What do a pint of ice-cold beer and a freshly popped bottle of Champagne have in common? Besides celebratory deliciousness, the answer is bubbles. However the nature of Champagne bubbles and beer foam (also known as the beer head), are a little different. Here’s why:
In order to make any sort of alcohol, fermentation has to occur. Fermentation is when yeast converts sugar into alcohol. One byproduct of fermentation is carbon dioxide, which causes the bubbles we love tasting in our beer and sparkling wine. When alcohol is bottled, this carbon dioxide is contained under pressure. In the bottle, where the pressure is high, the carbon dioxide disappears. However, when you open the bottle and lower the pressure, the carbon dioxide escapes in the form of bubbles. In Champagne and other sparkling wines, the bubbles pop, while in beer, the bubbles remain and form the beer’s head.

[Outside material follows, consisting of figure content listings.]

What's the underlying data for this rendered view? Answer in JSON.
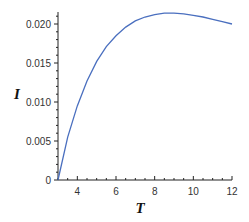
{
  "chart_data": {
    "type": "line",
    "title": "",
    "xlabel": "T",
    "ylabel": "I",
    "xlim": [
      3,
      12
    ],
    "ylim": [
      0,
      0.022
    ],
    "xticks": [
      "4",
      "6",
      "8",
      "10",
      "12"
    ],
    "yticks": [
      "0",
      "0.005",
      "0.010",
      "0.015",
      "0.020"
    ],
    "grid": false,
    "legend": null,
    "series": [
      {
        "name": "I(T)",
        "color": "#4a6fbf",
        "x": [
          3.0,
          3.5,
          4.0,
          4.5,
          5.0,
          5.5,
          6.0,
          6.5,
          7.0,
          7.5,
          8.0,
          8.5,
          9.0,
          9.5,
          10.0,
          10.5,
          11.0,
          11.5,
          12.0
        ],
        "y": [
          0.0,
          0.0055,
          0.0095,
          0.0127,
          0.0152,
          0.0171,
          0.0185,
          0.0196,
          0.0204,
          0.0209,
          0.0212,
          0.0214,
          0.0214,
          0.0213,
          0.0211,
          0.0209,
          0.0206,
          0.0203,
          0.02
        ]
      }
    ]
  }
}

That’s because beer bubbles draw in molecules known as glycoproteins. Glycoproteins are surfactants, compounds that lower the surface tension between two liquids (or a liquid and a solid). You witness the miracle of surfactants every time you do your laundry, because detergents – a type of surfactant – lodge themselves between water and the gunk on your clothes, pulling those stains right off. When it comes to beer, surfactants create a membrane around the beer bubbles. This membrane prevents the bubbles from popping by allowing them to stick to nearby bubbles. So every time you savor a beer’s head, you’re enjoying the bubbles’ teamwork.

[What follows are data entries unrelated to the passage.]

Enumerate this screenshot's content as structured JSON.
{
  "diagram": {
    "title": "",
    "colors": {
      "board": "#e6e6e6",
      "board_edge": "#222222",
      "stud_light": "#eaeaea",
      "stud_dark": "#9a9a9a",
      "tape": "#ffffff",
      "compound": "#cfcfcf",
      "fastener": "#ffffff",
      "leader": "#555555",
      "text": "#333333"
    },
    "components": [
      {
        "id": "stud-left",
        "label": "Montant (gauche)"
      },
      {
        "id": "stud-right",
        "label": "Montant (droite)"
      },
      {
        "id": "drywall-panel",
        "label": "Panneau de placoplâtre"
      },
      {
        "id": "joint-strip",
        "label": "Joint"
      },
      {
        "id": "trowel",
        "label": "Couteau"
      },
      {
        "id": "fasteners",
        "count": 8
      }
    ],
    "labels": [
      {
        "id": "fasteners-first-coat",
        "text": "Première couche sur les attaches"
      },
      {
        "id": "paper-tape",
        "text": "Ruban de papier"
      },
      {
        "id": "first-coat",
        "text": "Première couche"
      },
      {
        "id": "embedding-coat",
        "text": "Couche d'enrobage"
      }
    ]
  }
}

Lots of things can effect this bubble camaraderie, including temperature (the colder, the foamier), wearing chapstick (certain lip balms can destroy the foam), and, interestingly enough, if the glassware you drink your beer out of is etched. Nucleation – what makes bubbles occur – naturally takes place in certain cavities, so etched glassware will collect additional carbonation that builds until it’s bubbly enough to rise to the top of your beer. That’s also the reason behind why some glassmakers purposefully etch extremely small nucleation targets at the bottom of a wine bottle – to create those beautiful streams of bubbles. Beer makers also propose certain etched glasses to create just the right head.
If you’ve visited a quality Irish bar, you’ve probably witnessed another trick that preserves a beer’s head longer: the double pour. This technique is commonly used to build a Guinness, and it’s simple: fill a glass 2/3 of the way with beer, let it sit for a few minutes, then pour more beer into it. The second pour infiltrates the bubbles from the first ring of foam, bolstering the head to the top of the glass and protecting the fresh foam from the atmosphere.

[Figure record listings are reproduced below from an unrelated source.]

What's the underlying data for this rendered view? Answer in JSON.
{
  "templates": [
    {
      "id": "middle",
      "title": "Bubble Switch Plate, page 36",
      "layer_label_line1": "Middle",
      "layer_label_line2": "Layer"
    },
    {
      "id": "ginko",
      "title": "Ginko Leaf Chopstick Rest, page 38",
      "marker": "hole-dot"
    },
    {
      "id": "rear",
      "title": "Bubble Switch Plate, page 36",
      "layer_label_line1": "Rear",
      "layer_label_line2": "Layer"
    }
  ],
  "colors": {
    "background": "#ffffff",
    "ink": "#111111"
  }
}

The bubbles in sparkling wine may not form a creamy head, but they do yank good-smelling chemicals and fatty acids from within the wine to its surface. When each bubble pops, a hole opens at its top, growing rapidly and causing high pressure to hit the low-pressure area of the bubble’s bottom. This pressure crash sprays the aroma around the top of the wineglass, improving your wine’s perfume. So if you’re enjoying a particularly fragrant glass of Cava or Prosecco, thank those bubbles.
Both sparkling wine and a fizzy beer are delicious, but a beer with a super creamy head tends to pair better with more robust food (like a meat stew), whereas as a crisp sparkling wine accompanies lighter eats like cheese and crackers. In either case, you can thank science for the delicious bubbles behind your booze. Cheers!